In the same vein, Lord Turner added that while it was desirable to deal with banks that were too big to fail by making sure that there were ways to impose losses on debt holders, current plans were not "sufficient to address risks of systemic instability".
Moreover, he said rulemakers needed to take a closer look at the risks attached to the so-called "shadow banking" system populated by hedge funds. Fixating on traditional banks alone would leave the door open for another crisis, he said in a speech at City University's Cass Business School.
"The pre-crisis delusion was that the financial crisis, subject to the then-defined rules, had an inherent tendency towards efficient and stable risk dispersion," he said. "The temptation post-crisis is to imagine that if we can only discover and correct the crucial imperfections – the bad incentives and structures – a permanent, more stable financial system can then be achieved.
"It cannot, because financial instability is driven by human myopia and imperfect rationality as well as by poor incentives, and because any financial system will mutate to create new risks in the face of any finite and permanent set of rules," he added.
The FSA chairman's comments come less than a week after Axel Weber, the European Central Bank member and the head of Germany's Bundesbank, highlighted the need to deal with the wider financial system, not just banks. "We need to shine some light into the shadow banking system," Mr Weber told students at University College London.

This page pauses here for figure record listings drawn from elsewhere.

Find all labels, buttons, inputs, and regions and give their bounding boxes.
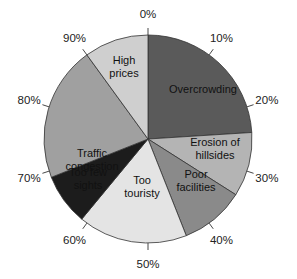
tick-mark (247, 105, 254, 107)
tick-label: 50% (136, 258, 159, 270)
tick-label: 30% (255, 172, 278, 184)
tick-label: 10% (210, 32, 233, 44)
tick-label: 90% (63, 32, 86, 44)
tick-mark (83, 223, 87, 229)
tick-mark (209, 49, 213, 55)
slice-label: Erosion ofhillsides (190, 136, 240, 161)
tick-mark (42, 171, 49, 173)
slice-label: Highprices (109, 54, 139, 79)
tick-mark (42, 105, 49, 107)
tick-mark (247, 171, 254, 173)
tick-label: 20% (255, 94, 278, 106)
slice-label: Overcrowding (169, 83, 237, 95)
tick-label: 0% (140, 8, 157, 20)
tick-label: 60% (63, 234, 86, 246)
pie-chart: 0%10%20%30%40%50%60%70%80%90% Overcrowdi… (0, 0, 297, 279)
tick-label: 70% (18, 172, 41, 184)
tick-label: 40% (210, 234, 233, 246)
tick-mark (83, 49, 87, 55)
tick-label: 80% (18, 94, 41, 106)
tick-mark (209, 223, 213, 229)
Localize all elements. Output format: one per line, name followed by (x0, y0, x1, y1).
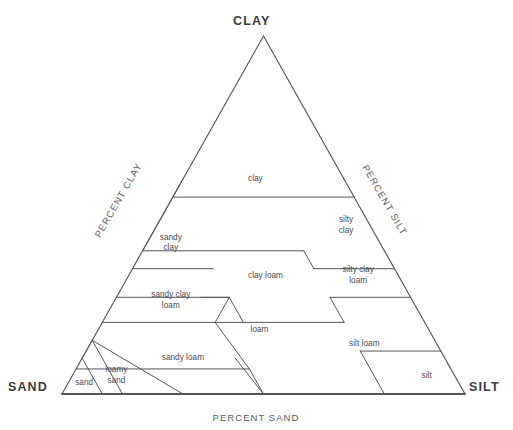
corner-label-clay: CLAY (233, 14, 270, 28)
class-boundary-14 (229, 297, 243, 322)
region-label-silt-loam: silt loam (349, 338, 379, 349)
class-boundary-13 (249, 369, 263, 394)
axis-label-percent-sand: PERCENT SAND (213, 412, 300, 423)
region-label-silty-clay-loam: silty clay loam (343, 265, 374, 287)
region-label-sandy-clay-loam: sandy clay loam (151, 290, 190, 312)
region-label-sandy-loam: sandy loam (162, 353, 204, 364)
region-label-silty-clay: silty clay (339, 215, 354, 237)
class-boundary-18 (82, 340, 92, 358)
corner-label-sand: SAND (8, 380, 48, 394)
triangle-outline (62, 36, 465, 394)
class-boundary-23 (235, 358, 263, 394)
region-label-silt: silt (422, 371, 432, 382)
class-boundary-8 (330, 297, 344, 322)
class-boundary-16 (215, 322, 249, 369)
region-label-clay-loam: clay loam (248, 270, 283, 281)
class-boundary-2 (304, 251, 314, 269)
region-label-loamy-sand: loamy sand (105, 365, 127, 387)
class-boundary-22 (360, 351, 384, 394)
corner-label-silt: SILT (469, 380, 500, 394)
class-boundary-6 (215, 297, 229, 322)
region-label-loam: loam (251, 324, 269, 335)
triangle-svg (0, 0, 513, 430)
soil-texture-triangle: CLAY SAND SILT PERCENT CLAY PERCENT SILT… (0, 0, 513, 430)
region-label-clay: clay (248, 174, 263, 185)
region-label-sandy-clay: sandy clay (160, 233, 182, 255)
region-label-sand: sand (75, 378, 93, 389)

"Basel III and special rules for systemically important institutions are certainly important instruments in safeguarding the stability of the financial system," Mr Weber said. "However, the best dyke is of little use when there is a whole ocean at our back."

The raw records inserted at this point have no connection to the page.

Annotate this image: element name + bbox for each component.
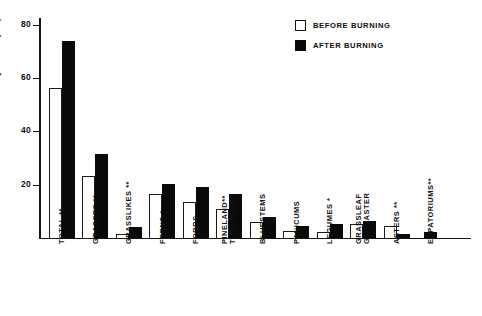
legend-swatch-after-icon [295, 40, 306, 51]
category-label-line: LEGUMES * [326, 198, 334, 244]
legend-swatch-before-icon [295, 20, 306, 31]
category-label-line: PANICUMS [293, 201, 301, 244]
legend-item-before: BEFORE BURNING [295, 20, 430, 31]
category-label: ASTERS ** [393, 201, 401, 244]
category-label-line: ASTERS ** [393, 201, 401, 244]
category-label: FORBS [192, 215, 200, 244]
category-label: FERNS * [159, 210, 167, 244]
category-label: GRASSES ** [92, 195, 100, 244]
category-label-line: THREEAWN [229, 195, 237, 244]
y-tick-label-20: 20 [21, 179, 31, 189]
category-label: GRASSLEAFGOLDASTER [355, 193, 371, 244]
category-label: BLUESTEMS [259, 193, 267, 244]
y-axis-title: FREQUENCY ( % ) [0, 18, 1, 96]
category-label: EUPATORIUMS** [427, 178, 435, 244]
y-tick-label-80: 80 [21, 19, 31, 29]
category-label: LEGUMES * [326, 198, 334, 244]
category-label-line: TOTAL ** [58, 208, 66, 244]
chart-page: FREQUENCY ( % ) 80 60 40 20 TOTAL **GRAS… [0, 0, 482, 316]
category-label: GRASSLIKES ** [125, 181, 133, 244]
category-label-line: FORBS [192, 215, 200, 244]
y-tick-label-40: 40 [21, 125, 31, 135]
category-label-line: GRASSLIKES ** [125, 181, 133, 244]
legend: BEFORE BURNING AFTER BURNING [295, 20, 430, 60]
category-label: TOTAL ** [58, 208, 66, 244]
category-label-line: GRASSES ** [92, 195, 100, 244]
category-label: PANICUMS [293, 201, 301, 244]
category-label-line: GOLDASTER [363, 193, 371, 244]
category-label-line: FERNS * [159, 210, 167, 244]
legend-label-after: AFTER BURNING [313, 41, 384, 50]
y-tick-label-60: 60 [21, 72, 31, 82]
legend-label-before: BEFORE BURNING [313, 21, 391, 30]
category-label-line: BLUESTEMS [259, 193, 267, 244]
category-label: PINELAND**THREEAWN [221, 195, 237, 244]
legend-item-after: AFTER BURNING [295, 40, 430, 51]
category-label-line: EUPATORIUMS** [427, 178, 435, 244]
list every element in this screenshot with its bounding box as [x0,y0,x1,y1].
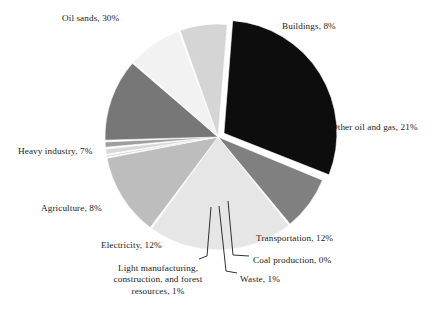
slice-label-transportation: Transportation, 12% [256,233,333,244]
pie-chart-figure: Oil sands, 30% Buildings, 8% Other oil a… [0,0,439,319]
pie-slices [105,21,337,250]
slice-label-agriculture: Agriculture, 8% [41,203,102,214]
slice-label-light-manufacturing: Light manufacturing, construction, and f… [96,263,220,297]
slice-label-light-manufacturing-line-3: resources, 1% [132,286,185,296]
slice-label-buildings: Buildings, 8% [282,21,336,32]
slice-label-electricity: Electricity, 12% [101,240,162,251]
slice-label-light-manufacturing-line-1: Light manufacturing, [118,263,198,273]
slice-label-other-oil-and-gas: Other oil and gas, 21% [331,122,418,133]
slice-label-coal-production: Coal production, 0% [253,255,331,266]
slice-label-light-manufacturing-line-2: construction, and forest [114,274,203,284]
slice-label-waste: Waste, 1% [240,274,280,285]
slice-label-heavy-industry: Heavy industry, 7% [18,146,92,157]
slice-label-oil-sands: Oil sands, 30% [62,13,119,24]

Speaking last night, Lord Turner added his voice for greater attention on the farther reaches of the financial sector. "Since the crisis, global regulators have focused primarily on capital and liquidity requirements for banks, both in general... and for big banks in particular," Lord Turner said. "But the initial year of the crisis, 2007 to 2008, it did not seem like a familiar banking crisis, but something entirely new, a crisis of 'shadow banking'."
When it comes to the traditional banks that are too big to fail, Lord Turner said it was important to ensure that were mechanisms were in place to ensure that authorities can impose losses on all debt holders so that problematic institutions may be recapitalised without resorting to taxpayer support. Equally, it was important to ensure that the banks themselves can absorb losses.
But such measures alone cannot provide protection against the sort of systemic meltdown seen during the dark days of the recent crisis. Other steps, such as equity surcharges on the biggest banks, should be pursued, he argued. The possible break-up of the biggest banks – the pros and cons of which are being looked into by the Independent Commission on Banking – should also be considered, Lord Turner said. "For the UK, with major banks which are very large relative to our GDP, a key policy objective for this year is to ensure that Financial Stability Board decisions on systemically important financial institutions result in higher-than-Basel III equity requirements for most systemically important banks."
He added it was important to keep a closer tab on the industry to ensure rules keep pace with systemic shifts.